Our Food System Is Broken, But We Can Fix It!

Guest blog post from A. John Bramley, interim president at the University of Vermont.  Bramley, a longstanding member of the UVM faculty, has served as department chair of Animal Sciences, dean of the College of Agriculture and Life Sciences, and provost and senior vice president of the university. From 2007 to 2011, he was president and CEO of the Windham Foundation, the largest private foundation registered in Vermont.

Twenty two years ago, I came to Vermont as a faculty member working in the College of Agriculture and Life Sciences. Over that time, the Vermont dairy industry has undergone much trauma and change.  Many dairy farms disappeared, or became part of larger operations. There are now less than 1,000 operating Vermont dairy farms. The overarching reason has been an archaic pricing structure that gave farmers little control and paid them less than their cost of producing milk much of the time. Young people watched their parents and families struggle, and decided it was not for them. The average age of dairy farmers increased.  Numerous, praiseworthy attempts were made to address the pricing structure by regional compacts or federal intervention and they provided some important temporary fixes. However, a long term solution has not been forthcoming.

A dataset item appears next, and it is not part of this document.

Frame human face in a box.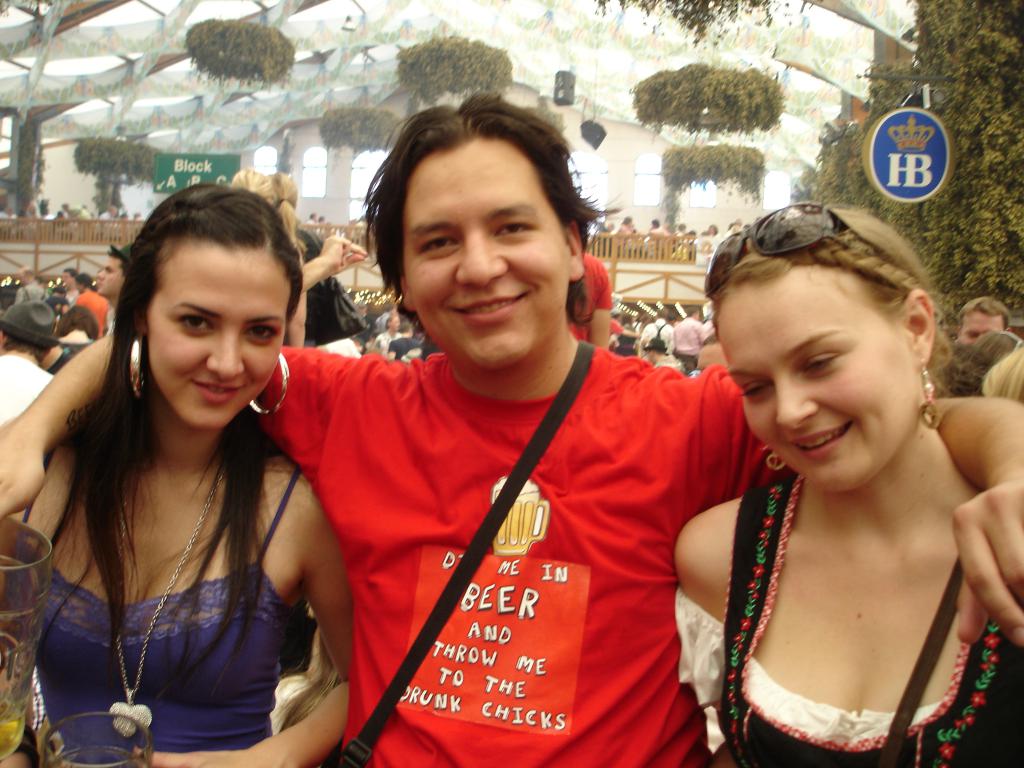
Rect(407, 148, 575, 364).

What is encouraging to me is that the failure of the system has stimulated the development of many local or personal solutions.

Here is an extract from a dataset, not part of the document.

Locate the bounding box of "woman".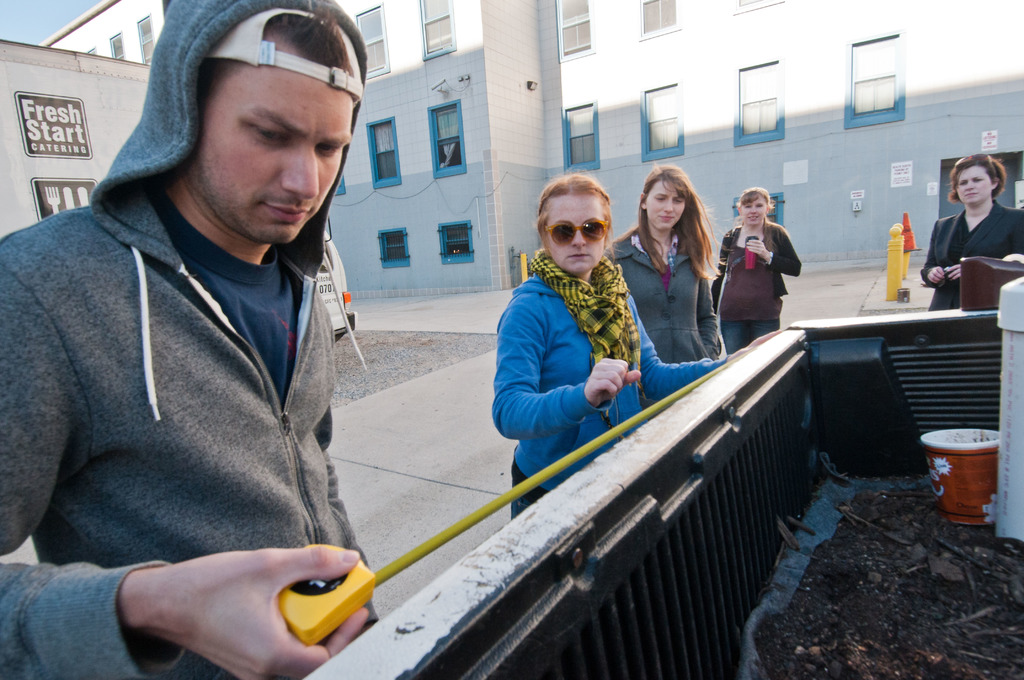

These include organic milk production responding to growing market demand, adding value to milk by converting it into products such as cheese or yogurt, diversification of revenue sources and entrepreneurial approaches, such as direct marketing and tourism.  There has been a substantial increase in other types of farming operations, usually diverse, and often by individuals from non-agricultural backgrounds. Individuals are usually not motivated by seeking personal riches, but rather by seeking a new way to make their lives personally rewarding and meaningful.

This is not the first time this has happened.  For example, it occurred in the 1930s during the Great Depression, fuelled certainly by economic necessity, but also by dissatisfaction with a failing economic model and idealism for greater control over individual destiny. That is laudable, but challenging and it becomes important for those of us engaged in agricultural to do our best to help support each other’s success.

I am truly excited by the trends and the food revolution that is occurring in Vermont. It has led significantly to the University’s emphasis on food systems teaching, research and outreach and to my commitment of presidential funds to support the upcoming UVM food summit. The tremendous interest we have seen in the public conference and in the Breakthrough Leaders Program reflects these trends but also something more: increasingly people are aware that our food system is unsustainable economically, ecologically and energetically.  I see the summit at UVM as a jumping off point to building models and educational programs for sustainable regional food systems that can feed the billions on the planet in ways that protect the environment and create rural renewal.